What SEO embeddings reward and what search engines punish
Once you can see the number, the optimization stops being mysterious. Vector embeddings reward some things and quietly punish others.
Topical focus, content pruning, and internal linking
Embeddings reward staying in your lane. If your siteEmbeddings vector says you are about industrial cable and you publish ten posts about office snacks, those posts sit at a wide siteRadius and drag your topical focus down. Pruning the outliers is one of the fastest wins I know, and it works because you are tightening the site's vector, not chasing a keyword. Vector embeddings also rebuild your internal linking for you. Once every page is a vector stored in a vector database, finding the closest pages to any given page by cosine similarity is a single query, and that ranked list is the internal linking map you should have had all along.
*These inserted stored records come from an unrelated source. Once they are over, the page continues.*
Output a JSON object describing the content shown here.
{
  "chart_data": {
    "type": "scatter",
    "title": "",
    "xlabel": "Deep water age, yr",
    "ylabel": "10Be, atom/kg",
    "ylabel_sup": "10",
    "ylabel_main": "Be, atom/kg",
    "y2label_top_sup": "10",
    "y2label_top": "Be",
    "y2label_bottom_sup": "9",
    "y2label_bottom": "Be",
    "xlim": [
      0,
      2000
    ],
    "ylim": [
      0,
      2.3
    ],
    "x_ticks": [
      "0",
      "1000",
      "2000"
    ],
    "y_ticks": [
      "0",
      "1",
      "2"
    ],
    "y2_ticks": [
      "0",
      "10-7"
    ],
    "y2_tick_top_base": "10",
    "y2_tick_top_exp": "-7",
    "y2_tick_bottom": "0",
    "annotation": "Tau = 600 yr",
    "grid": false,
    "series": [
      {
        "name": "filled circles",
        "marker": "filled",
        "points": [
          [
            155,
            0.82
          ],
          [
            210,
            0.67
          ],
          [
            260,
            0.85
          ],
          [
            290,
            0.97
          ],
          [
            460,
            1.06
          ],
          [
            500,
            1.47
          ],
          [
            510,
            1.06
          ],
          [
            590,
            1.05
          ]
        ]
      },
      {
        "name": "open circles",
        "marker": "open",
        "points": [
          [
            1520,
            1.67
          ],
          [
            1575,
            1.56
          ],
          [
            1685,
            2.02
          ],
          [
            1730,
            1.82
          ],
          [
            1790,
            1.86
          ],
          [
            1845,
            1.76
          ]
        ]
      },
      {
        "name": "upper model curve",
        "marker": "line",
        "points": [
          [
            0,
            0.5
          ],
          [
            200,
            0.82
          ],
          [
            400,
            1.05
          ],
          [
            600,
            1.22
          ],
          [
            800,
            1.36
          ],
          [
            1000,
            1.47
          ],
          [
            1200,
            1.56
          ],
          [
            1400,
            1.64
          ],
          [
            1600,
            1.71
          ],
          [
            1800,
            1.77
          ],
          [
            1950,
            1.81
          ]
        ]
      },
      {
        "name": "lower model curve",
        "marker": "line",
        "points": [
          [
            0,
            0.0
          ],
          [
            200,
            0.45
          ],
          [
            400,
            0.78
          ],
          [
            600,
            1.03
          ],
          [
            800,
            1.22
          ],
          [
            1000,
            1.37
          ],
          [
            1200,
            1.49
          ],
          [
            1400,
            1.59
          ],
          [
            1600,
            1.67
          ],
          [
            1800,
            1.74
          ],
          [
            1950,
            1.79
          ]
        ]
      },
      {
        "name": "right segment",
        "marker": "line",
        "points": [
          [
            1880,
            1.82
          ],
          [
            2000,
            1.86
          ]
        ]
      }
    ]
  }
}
The same vector math handles redirect mapping and content clustering, because every one of those tasks is really a question about which embeddings sit near which in vector space.
Keyword matching, semantic search, and the hybrid system
I am not telling you keyword matching stopped mattering. Search engines still run lexical matching alongside the vector models in a hybrid system, so the exact words on the page still carry weight. The shift is that exact-match keyword density is no longer the thing that wins. Semantic relevance is, and so is matching the user intent behind the query. Gianluca Fiorelli made this case well in his work on entity-based semantic search, where the same entity and embeddings strategy that won classic search results also made his client a frequent citation in ChatGPT and AI Overviews with no LLM-specific work. The discipline I called relevance engineering is just this done deliberately, using vector embeddings to engineer semantic relevance instead of guessing at it.
SEO embeddings reward the content work you should already be doing
Here is what I tell clients who get nervous about the math. SEO embeddings are not a loophole, and they do not reward tricks. They reward content that covers one topic thoroughly and answers the query in clear language, published on a site that knows what it is about. That is the same advice good SEOs have given for fifteen years. The only thing that changed is that semantic relevance is now a measurable distance in vector space instead of a guess, which means you can predict which content will rank instead of hoping it does.
The embedding score is a flashlight, not a cheat code. It shows you where your content actually sits relative to the query so you can fix the gap before you ship, not after you lose the position. If you want the full picture of how vector embeddings fit into ranking across AI search, I laid it out in the AI search survival manual. Run the number on your most important page this week. The math will tell you the truth faster than the rankings will.
By Michael McDougald
Michael McDougald
Founder of Right Thing SEO, a math-driven SEO agency based in Nashville and Sarasota. Michael has spent 15+ years helping businesses achieve sustainable organic growth through data-driven strategies.